SB Nation's Amy K. Nelson heads to the Marlins' new ballpark in Little Havana to document the outrage surrounding Ozzie Guillen's Fidel Castro comments.
MIAMI -- It was less than 90 minutes before Ozzie Guillen's press conference on Tuesday morning and two women stood outside the Marlins' glistening new ballpark with signs. They were the first ones there, protesting the team's new manager who less than a week before had received the loudest ovation during the team's christening of the stadium on Opening Night. One woman held a sign that included the words "fool" and "jerk."
"We want him fired," she said.
Inside, a small room filled with around 100 media members, many of them from Spanish outlets, all of them awaiting Guillen to explain why he chose to tell TIME magazine that he had respect and love for Cuban dictator Fidel Castro. As the start time of 10:30 a.m. approached, the crowd outside mushroomed, and was getting louder. The people gathered at the metal police barricade, and the collective din rang inside the walls of the sterile media room. Marlins team officials, including president David Samson, allowed a few representatives from the mayor's office in at the last moment, while other officials pleaded with journalists to remain seated. It was chaotic and tense, and then Guillen walked into the room.
As he walked onto the dais, Guillen said good morning in Spanish, let out an audible cough and, with red eyes and with an unusual unsteadiness, began speaking in his native language, apologizing -- "from his knees" -- as the people gathered inside the room and those outside watched on a huge jumbotron.
Outside, most of the people in the crowd -- whose mean age looked to be somewhere in the 70s -- were less interested in what Guillen had to say and instead focused on the slight he had made to them, their country, their community. After all, the Marlins ballpark is in the heart of Miami's Little Havana neighborhood. Most of the people were angry, sad, heartsick, and demanding Guillen be fired, under any circumstances. Many said there was nothing he could say or do, determined to protest, no matter what either he or the Marlins said or did.
While that may seem unfair, stubborn and shortsighted, it was mostly sad. The collective pain, hearing their stories, only reinforced the sadness of the entire situation. Listening to the tales of how family members had their rights stripped, how many had died and how many continue to suffer, gave a context to this narrative that many in this country still do not have. Some of the men I spoke to told me that they had been in jail, and some started to break when recalling theirs and others' hardships suffered under Castro's regime. The stories were sad, just as the entire scene seemed to be. There were no winners on Tuesday. Not Guillen, not the Marlins -- who suspended their manager five games -- and certainly not the people in this community.
It's unclear if this is a vocal minority or if other community leaders will continue to come out and put pressure on the Marlins, if the team will feel the boycott that this group hopes to achieve, and if more people join the movement. The next test will be on Friday, when the Marlins return home, without their manager, to play just their second game in this city, in this ballpark, in this neighborhood. Little Havana awaits.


[What the exercise asks]: For the word "Home", state how many lines below contain it. Give no other text.
START Information shown
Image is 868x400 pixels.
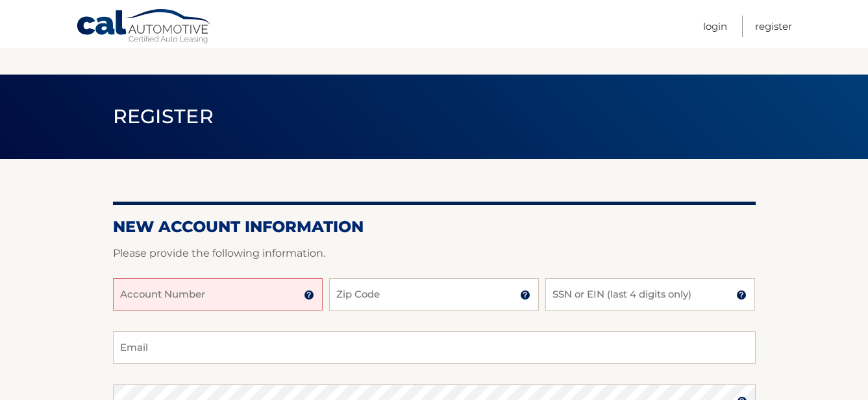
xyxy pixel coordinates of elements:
a: Register [755,16,792,37]
h2: New Account Information [113,217,755,237]
input: Email [113,331,755,364]
a: Cal Automotive [76,9,212,46]
a: Login [703,16,727,37]
span: Register [113,105,214,129]
input: SSN or EIN (last 4 digits only) [545,278,755,310]
img: tooltip.svg [304,290,314,300]
input: Account Number [113,278,322,310]
input: Zip Code [329,278,538,310]
img: tooltip.svg [520,290,530,300]
p: Please provide the following information. [113,245,755,263]
img: tooltip.svg [736,290,747,300]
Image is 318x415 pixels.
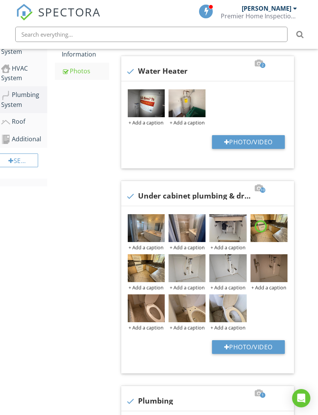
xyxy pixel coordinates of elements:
[210,324,247,330] div: + Add a caption
[1,90,47,109] div: Plumbing System
[169,254,206,282] img: data
[1,134,47,144] div: Additional
[260,187,266,193] span: 10
[1,64,47,83] div: HVAC System
[128,89,165,117] img: data
[251,214,288,242] img: 2Q==
[128,284,165,290] div: + Add a caption
[62,66,109,76] div: Photos
[128,254,165,282] img: data
[169,324,206,330] div: + Add a caption
[210,244,247,250] div: + Add a caption
[128,244,165,250] div: + Add a caption
[169,214,206,242] img: data
[16,10,101,26] a: SPECTORA
[210,284,247,290] div: + Add a caption
[38,4,101,20] span: SPECTORA
[1,117,47,127] div: Roof
[292,389,311,407] div: Open Intercom Messenger
[242,5,292,12] div: [PERSON_NAME]
[260,392,266,398] span: 1
[169,89,206,117] img: data
[212,340,285,354] button: Photo/Video
[169,119,206,126] div: + Add a caption
[128,214,165,242] img: data
[251,284,288,290] div: + Add a caption
[260,63,266,68] span: 2
[128,324,165,330] div: + Add a caption
[169,294,206,322] img: data
[210,294,247,322] img: data
[169,244,206,250] div: + Add a caption
[221,12,297,20] div: Premier Home Inspections
[16,4,33,21] img: The Best Home Inspection Software - Spectora
[212,135,285,149] button: Photo/Video
[15,27,288,42] input: Search everything...
[169,284,206,290] div: + Add a caption
[128,294,165,322] img: data
[210,254,247,282] img: data
[210,214,247,242] img: data
[128,119,165,126] div: + Add a caption
[251,254,288,282] img: data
END Information shown
[Answer]: 2